Edit: Just to be clear, what I'm looking for is the set of instructors that are able to teach in the areas that are returned by the subquery.
To do this, you can join both relations, group by InstructorNo, and then validate that the distinct count of AreaNames per InstructorNo matches the distinct count of AreaNames in the AreaNames relation.
with AreaNames as (subquery)
select i.InstructorNo, count(distinct i.AreaName)
from AreasofInstructor i
join AreaNames n
on n.AreaName = i.AreaName
group by i.InstructorNo
having count(distinct i.AreaName) = (select count(distinct AreaName) from AreaNames)
It's better to use Common Table Expression are more readable than a sub-query.

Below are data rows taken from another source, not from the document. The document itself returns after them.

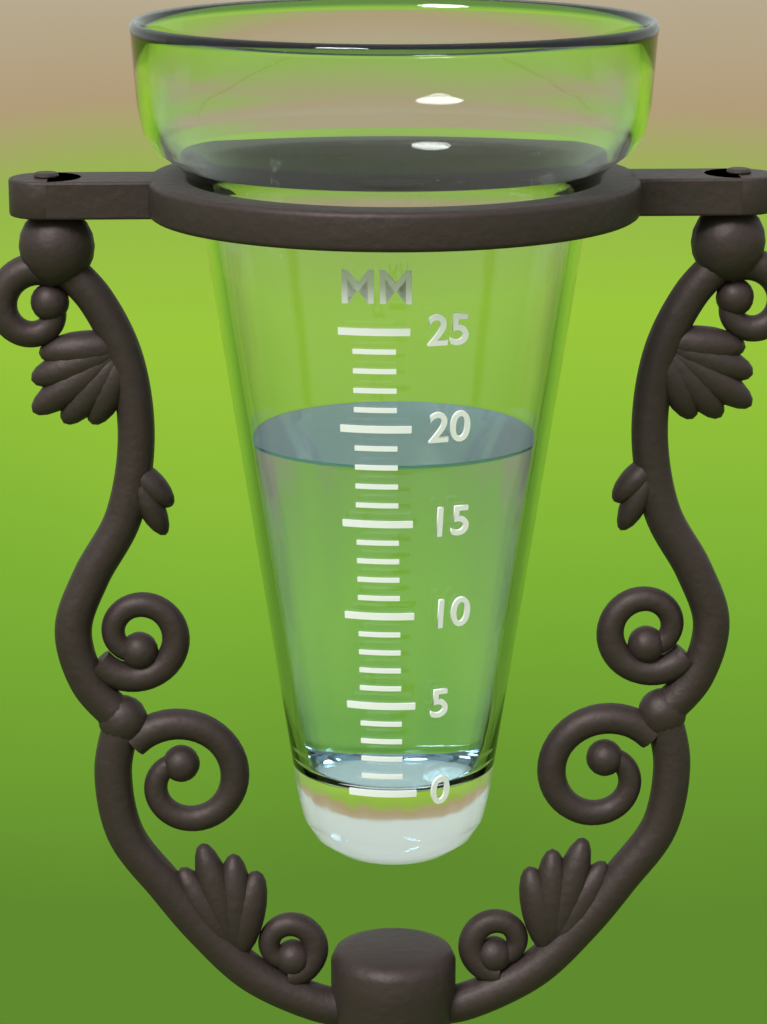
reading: 18 mm
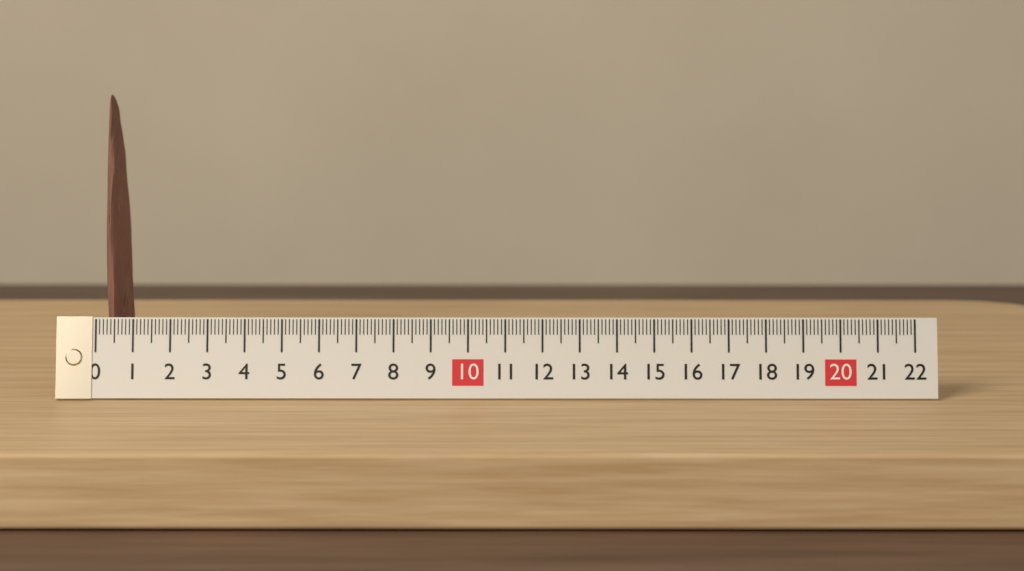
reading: 0.8 (no unit)
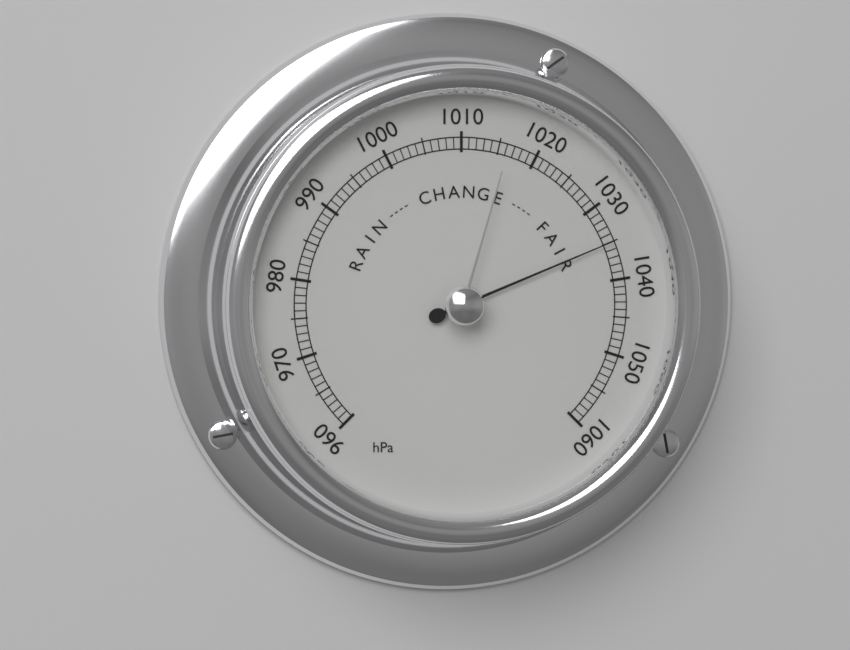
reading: 1035 hPa
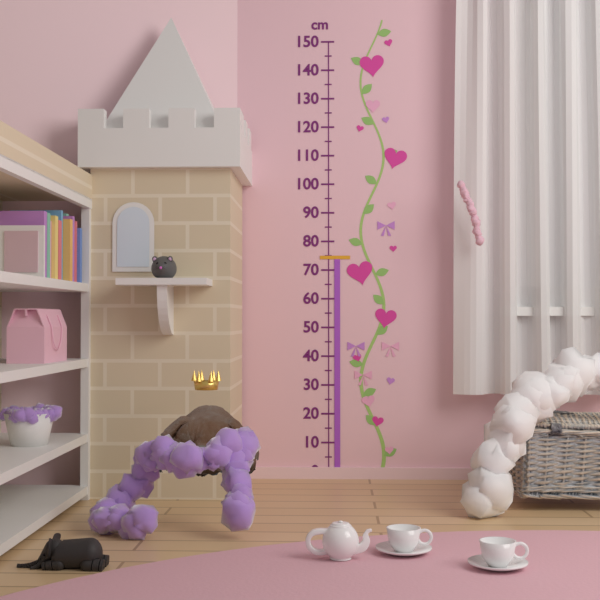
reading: 75 cm
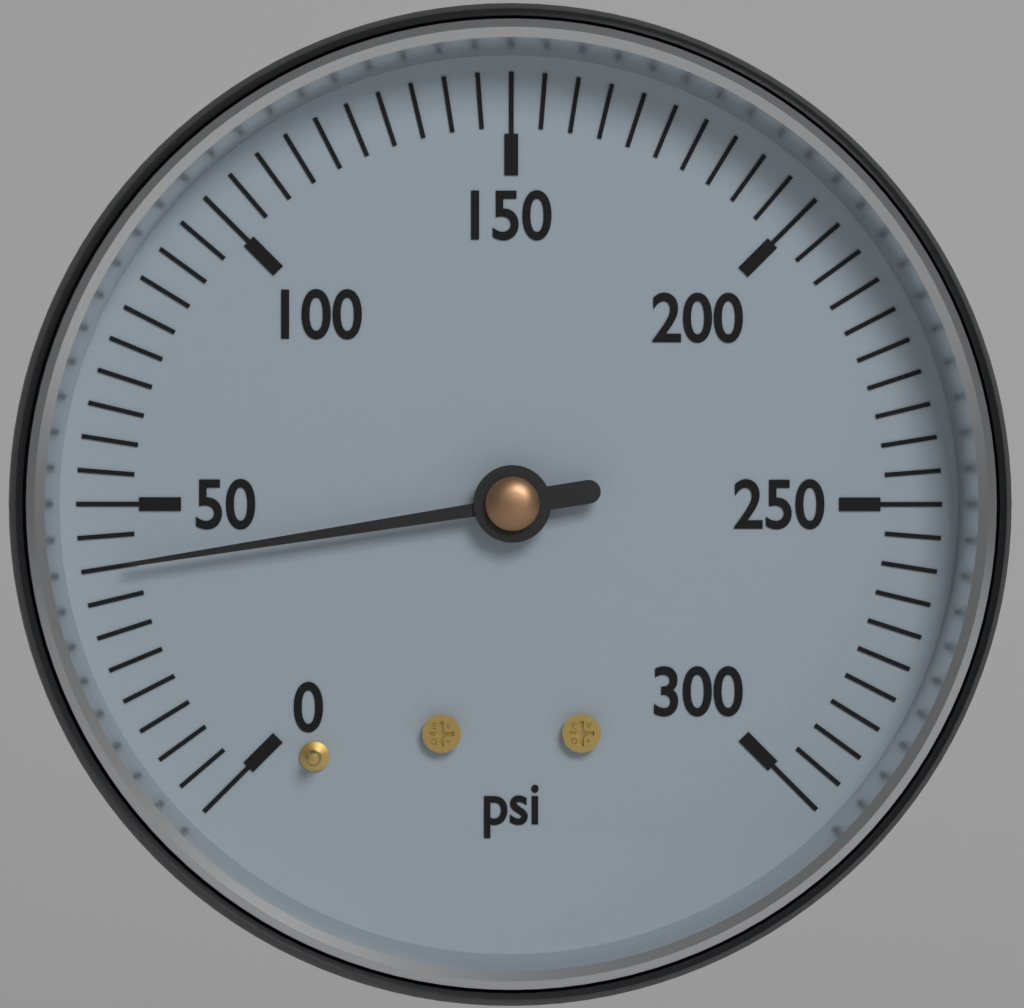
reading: 40 psi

Check if this is what you are looking for?
WITH Areas (AreaName)
AS
(
*sub-query goes here*
)
SELECT DISTINCT
InstructorNo
FROM
AreasOfInstructor AOI
INNER JOIN
Areas A ON AOI.AreaName = A.AreaName
I'm struggling to understand what this query is doing:
SELECT branch_name, count(distinct customer_name)
FROM depositor, account
WHERE depositor.account_number = account.account_number
GROUP BY branch_name
What's the need of GROUP BY?
You must use GROUP BY in order to use an aggregate function like COUNT in this manner (using an aggregate function to aggregate data corresponding to one or more values within the table).
The query essentially selects distinct branch_names using that column as the grouping column, then within the group it counts the distinct customer_names.
You couldn't use COUNT to get the number of distinct customer_names per branch_name without the GROUP BY clause (at least not with a simple query specification - you can use other means, joins, subqueries etc...).
It's giving you the total distinct customers for each branch; GROUP BY is used for grouping COUNT function.
It could be written also as:
SELECT branch_name, count(distinct customer_name)
FROM depositor INNER JOIN account
ON depositor.account_number = account.account_number
GROUP BY branch_name
Let's take a step away from SQL for a moment at look at the relational trainging language Tutorial D.
Because the two relations (tables) are joined on the common attribute (column) name account_number, we can use a natural join:
depositor JOIN account
(Because the result is a relation, which by definition has only distinct tuples (rows), we don't need a DISTINCT keyword.)
Now we just need to aggregate using SUMMARIZE..BY:
SUMMARIZE (depositor JOIN account)
BY { branch_name }
ADD ( COUNT ( customer_name ) AS customer_tally )
Back in SQLland, the GROUP BY branch_name is doing the same as SUMMARIZE..BY { branch_name }. Because SQL has a very rigid structure, the branch_name column must be repeated in the SELECT clause.
If you want to COUNT something (see SELECT-Part of the statement), you have to use GROUP BY in order to tell the query what to aggregate. The GROUP BY statement is used in conjunction with the aggregate functions to group the result-set by one or more columns.
Neglecting it will lead to SQL errors in most RDBMS, or senseless results in others.